◆ INPUT RECORDS:
┌──
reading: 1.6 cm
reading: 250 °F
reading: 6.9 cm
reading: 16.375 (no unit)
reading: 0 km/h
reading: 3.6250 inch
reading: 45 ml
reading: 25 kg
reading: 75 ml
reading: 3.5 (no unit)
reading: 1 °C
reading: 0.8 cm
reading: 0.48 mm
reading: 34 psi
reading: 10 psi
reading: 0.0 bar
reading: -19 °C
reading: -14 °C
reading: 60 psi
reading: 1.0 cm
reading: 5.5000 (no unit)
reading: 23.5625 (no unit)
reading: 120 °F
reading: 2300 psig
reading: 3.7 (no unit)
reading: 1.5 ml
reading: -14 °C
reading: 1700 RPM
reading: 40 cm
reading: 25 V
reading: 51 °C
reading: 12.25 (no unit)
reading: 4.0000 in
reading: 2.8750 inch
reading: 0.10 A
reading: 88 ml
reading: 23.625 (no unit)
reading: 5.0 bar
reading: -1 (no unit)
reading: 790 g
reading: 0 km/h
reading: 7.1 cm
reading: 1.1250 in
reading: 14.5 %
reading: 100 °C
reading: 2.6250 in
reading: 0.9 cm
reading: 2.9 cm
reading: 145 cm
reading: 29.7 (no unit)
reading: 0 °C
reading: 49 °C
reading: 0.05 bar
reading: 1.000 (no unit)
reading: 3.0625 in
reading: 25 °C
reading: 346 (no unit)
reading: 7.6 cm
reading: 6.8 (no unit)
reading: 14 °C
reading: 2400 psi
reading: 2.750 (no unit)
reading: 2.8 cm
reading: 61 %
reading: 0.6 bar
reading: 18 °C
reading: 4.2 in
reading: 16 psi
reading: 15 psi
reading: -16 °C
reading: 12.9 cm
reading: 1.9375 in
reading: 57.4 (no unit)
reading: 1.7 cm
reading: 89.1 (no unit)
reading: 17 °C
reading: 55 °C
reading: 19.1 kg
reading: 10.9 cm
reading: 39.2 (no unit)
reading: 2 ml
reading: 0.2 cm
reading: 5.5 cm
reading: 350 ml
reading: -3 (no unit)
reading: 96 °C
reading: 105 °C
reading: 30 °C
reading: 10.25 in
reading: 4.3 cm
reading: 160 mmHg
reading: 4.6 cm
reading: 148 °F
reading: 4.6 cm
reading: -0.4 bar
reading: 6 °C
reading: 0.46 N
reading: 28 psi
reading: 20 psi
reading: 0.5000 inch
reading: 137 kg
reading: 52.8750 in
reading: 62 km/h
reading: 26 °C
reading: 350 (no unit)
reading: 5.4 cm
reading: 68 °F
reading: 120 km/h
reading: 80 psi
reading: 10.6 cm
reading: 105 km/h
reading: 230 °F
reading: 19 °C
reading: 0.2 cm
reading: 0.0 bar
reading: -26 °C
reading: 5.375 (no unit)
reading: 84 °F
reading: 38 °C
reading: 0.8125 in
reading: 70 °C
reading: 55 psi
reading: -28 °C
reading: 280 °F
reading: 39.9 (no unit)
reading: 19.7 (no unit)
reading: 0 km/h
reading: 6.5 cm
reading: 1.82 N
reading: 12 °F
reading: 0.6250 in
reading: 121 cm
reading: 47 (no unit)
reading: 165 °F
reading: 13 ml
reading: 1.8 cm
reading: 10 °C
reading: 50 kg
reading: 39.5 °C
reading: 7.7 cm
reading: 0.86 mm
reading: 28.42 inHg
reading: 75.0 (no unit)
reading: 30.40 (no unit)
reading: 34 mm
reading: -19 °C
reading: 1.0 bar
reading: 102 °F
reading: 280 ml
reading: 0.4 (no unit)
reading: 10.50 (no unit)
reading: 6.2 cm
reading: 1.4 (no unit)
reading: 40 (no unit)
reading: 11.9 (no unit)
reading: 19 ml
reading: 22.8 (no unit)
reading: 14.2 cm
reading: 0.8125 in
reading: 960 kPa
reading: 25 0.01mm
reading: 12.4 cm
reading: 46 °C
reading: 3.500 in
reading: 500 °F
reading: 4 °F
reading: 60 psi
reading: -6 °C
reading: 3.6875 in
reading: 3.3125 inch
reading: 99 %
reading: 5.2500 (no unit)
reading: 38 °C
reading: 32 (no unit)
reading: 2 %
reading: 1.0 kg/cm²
└──
◆ TASK ITEM: Repeat the data verbatim.

◆ ANSWER FOR THIS EXERCISE:
reading: 1.6 cm
reading: 250 °F
reading: 6.9 cm
reading: 16.375 (no unit)
reading: 0 km/h
reading: 3.6250 inch
reading: 45 ml
reading: 25 kg
reading: 75 ml
reading: 3.5 (no unit)
reading: 1 °C
reading: 0.8 cm
reading: 0.48 mm
reading: 34 psi
reading: 10 psi
reading: 0.0 bar
reading: -19 °C
reading: -14 °C
reading: 60 psi
reading: 1.0 cm
reading: 5.5000 (no unit)
reading: 23.5625 (no unit)
reading: 120 °F
reading: 2300 psig
reading: 3.7 (no unit)
reading: 1.5 ml
reading: -14 °C
reading: 1700 RPM
reading: 40 cm
reading: 25 V
reading: 51 °C
reading: 12.25 (no unit)
reading: 4.0000 in
reading: 2.8750 inch
reading: 0.10 A
reading: 88 ml
reading: 23.625 (no unit)
reading: 5.0 bar
reading: -1 (no unit)
reading: 790 g
reading: 0 km/h
reading: 7.1 cm
reading: 1.1250 in
reading: 14.5 %
reading: 100 °C
reading: 2.6250 in
reading: 0.9 cm
reading: 2.9 cm
reading: 145 cm
reading: 29.7 (no unit)
reading: 0 °C
reading: 49 °C
reading: 0.05 bar
reading: 1.000 (no unit)
reading: 3.0625 in
reading: 25 °C
reading: 346 (no unit)
reading: 7.6 cm
reading: 6.8 (no unit)
reading: 14 °C
reading: 2400 psi
reading: 2.750 (no unit)
reading: 2.8 cm
reading: 61 %
reading: 0.6 bar
reading: 18 °C
reading: 4.2 in
reading: 16 psi
reading: 15 psi
reading: -16 °C
reading: 12.9 cm
reading: 1.9375 in
reading: 57.4 (no unit)
reading: 1.7 cm
reading: 89.1 (no unit)
reading: 17 °C
reading: 55 °C
reading: 19.1 kg
reading: 10.9 cm
reading: 39.2 (no unit)
reading: 2 ml
reading: 0.2 cm
reading: 5.5 cm
reading: 350 ml
reading: -3 (no unit)
reading: 96 °C
reading: 105 °C
reading: 30 °C
reading: 10.25 in
reading: 4.3 cm
reading: 160 mmHg
reading: 4.6 cm
reading: 148 °F
reading: 4.6 cm
reading: -0.4 bar
reading: 6 °C
reading: 0.46 N
reading: 28 psi
reading: 20 psi
reading: 0.5000 inch
reading: 137 kg
reading: 52.8750 in
reading: 62 km/h
reading: 26 °C
reading: 350 (no unit)
reading: 5.4 cm
reading: 68 °F
reading: 120 km/h
reading: 80 psi
reading: 10.6 cm
reading: 105 km/h
reading: 230 °F
reading: 19 °C
reading: 0.2 cm
reading: 0.0 bar
reading: -26 °C
reading: 5.375 (no unit)
reading: 84 °F
reading: 38 °C
reading: 0.8125 in
reading: 70 °C
reading: 55 psi
reading: -28 °C
reading: 280 °F
reading: 39.9 (no unit)
reading: 19.7 (no unit)
reading: 0 km/h
reading: 6.5 cm
reading: 1.82 N
reading: 12 °F
reading: 0.6250 in
reading: 121 cm
reading: 47 (no unit)
reading: 165 °F
reading: 13 ml
reading: 1.8 cm
reading: 10 °C
reading: 50 kg
reading: 39.5 °C
reading: 7.7 cm
reading: 0.86 mm
reading: 28.42 inHg
reading: 75.0 (no unit)
reading: 30.40 (no unit)
reading: 34 mm
reading: -19 °C
reading: 1.0 bar
reading: 102 °F
reading: 280 ml
reading: 0.4 (no unit)
reading: 10.50 (no unit)
reading: 6.2 cm
reading: 1.4 (no unit)
reading: 40 (no unit)
reading: 11.9 (no unit)
reading: 19 ml
reading: 22.8 (no unit)
reading: 14.2 cm
reading: 0.8125 in
reading: 960 kPa
reading: 25 0.01mm
reading: 12.4 cm
reading: 46 °C
reading: 3.500 in
reading: 500 °F
reading: 4 °F
reading: 60 psi
reading: -6 °C
reading: 3.6875 in
reading: 3.3125 inch
reading: 99 %
reading: 5.2500 (no unit)
reading: 38 °C
reading: 32 (no unit)
reading: 2 %
reading: 1.0 kg/cm²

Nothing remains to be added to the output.